Monday Markets for Writers

dollar-sign-mdMonday brings the weekly batch of no-fee competitions/contests, paying submission calls, and jobs for those of us who write (especially those of us who write fiction, poetry, and creative nonfiction).

  • First things first: If you haven’t seen the May issue of The Practicing Writer yet, you’ll find a slew of no-fee competitions and paying calls for fiction, poetry, and cnf within.
  • (more…)

    Wednesday’s Work-in-Progress: Where to Read (and Publish) Literary Humor?

    laughingSo, this past week brought a minor milestone to my writing life: my first submission to The New Yorker‘s “Shouts & Murmurs” department.

    I would call the piece that I submitted an example of “literary humor.” I would do so because I can’t quite figure out a better label for it: it’s a short (450-word) piece that essentially brings a 19th-century novel’s character into the present.
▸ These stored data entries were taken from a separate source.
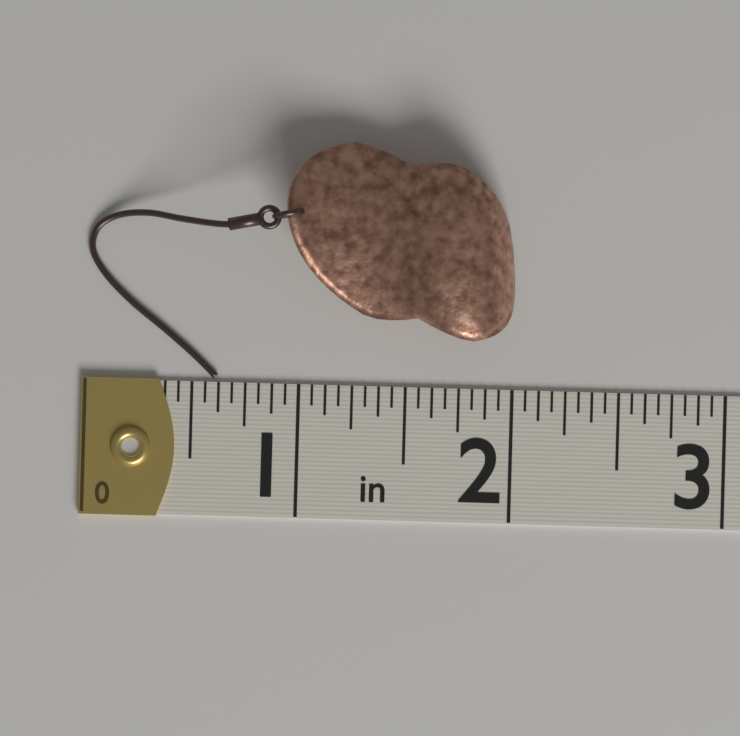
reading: 2.0000 in
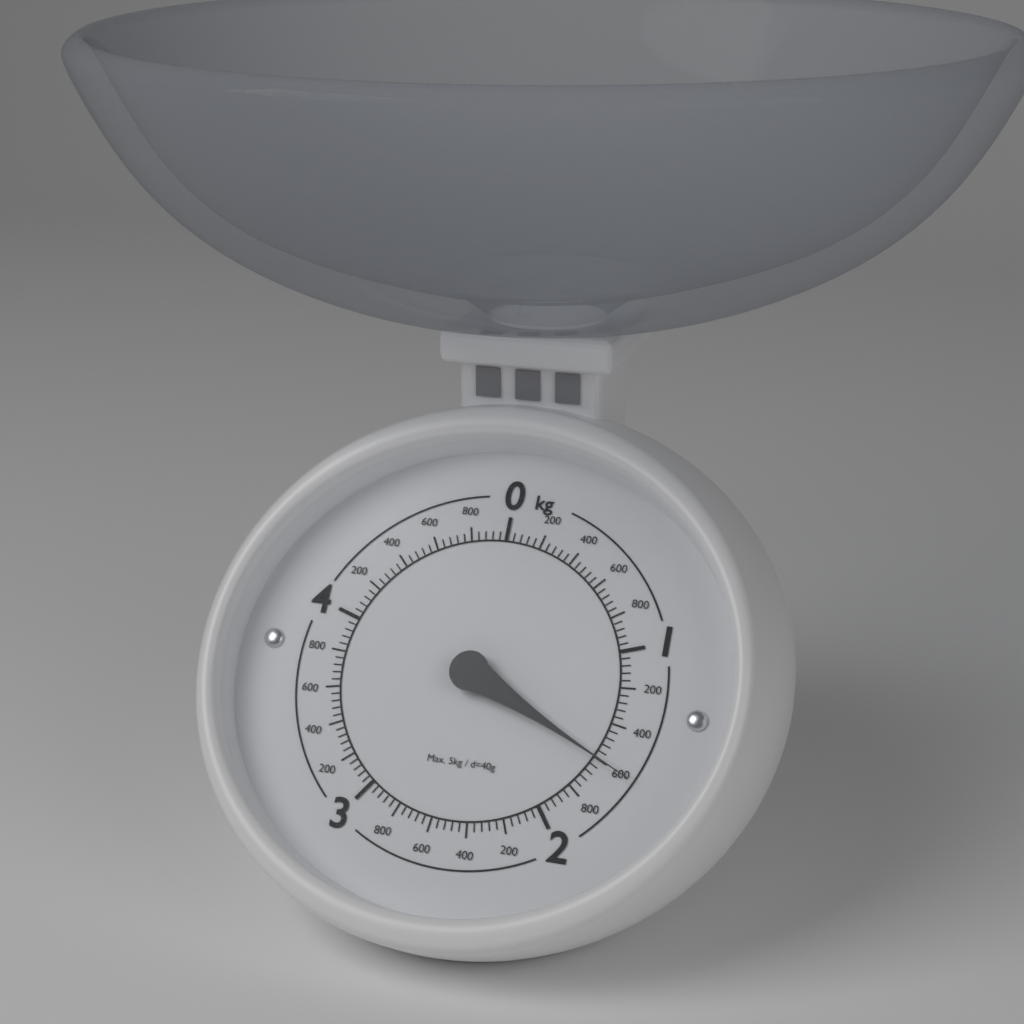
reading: 1.60 kg
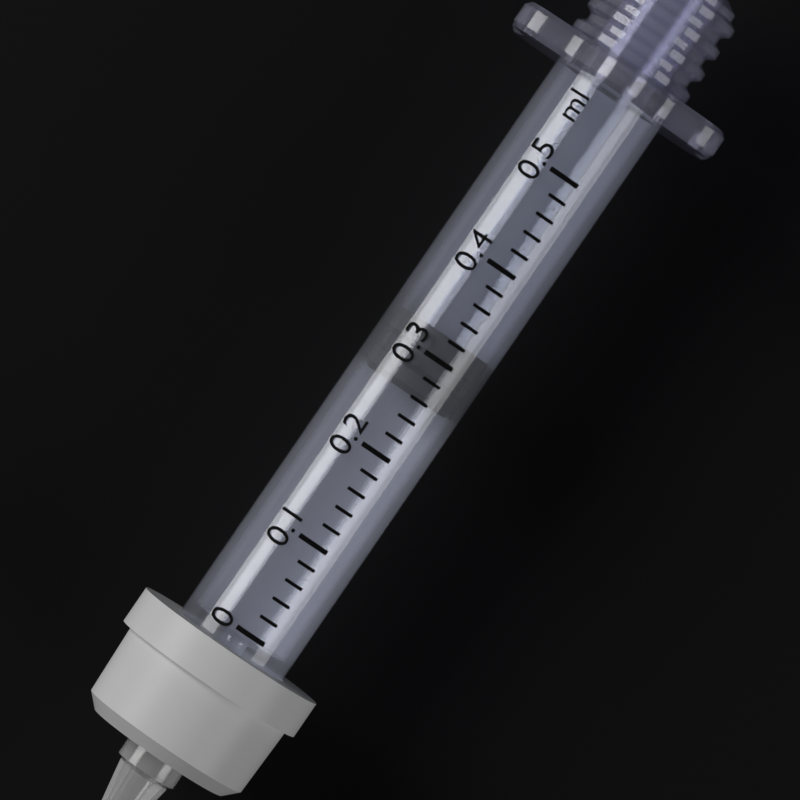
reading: 0.26 ml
That’s about all I want to say about it right now.

    I submitted the piece via the magazine’s online submission manager, and quickly received an auto-response acknowledging receipt and stating that I “should receive a reply within three months.”

    In the meantime, I’m trying to build a list of other possible homes for this piece. You know, just in case The New Yorker declines to publish it. (more…)

    Wednesday’s Work-in-Progress: Five Not-So-Easy Pieces

    Right now I am tracking the publication of five new pieces that should be out in the world this spring. They’re all freelance–by which I mean that I have been or will be paid for all of them–and they’re all nonfiction. And, with the exception of one “quickie,” which seemed to write itself, they were each quite challenging.

    Two have already been published. One (the one that seemed to write itself) looks at stories and poems about writing for the ReadLearnWrite website. The second is a review of Aharon Appelfeld’s Suddenly, Love (trans. Jeffrey M. Green) for the Los Angeles-based Jewish Journal.

    A third should be showing up in the mail any day. And I can let you in on it because someone else already has:

    The final two are the mysteries. I haven’t yet found out exactly when they’ll appear. Suffice to say that I’m quite excited about them (each will mark my first byline with the associated publication). And I look forward to sharing them with you!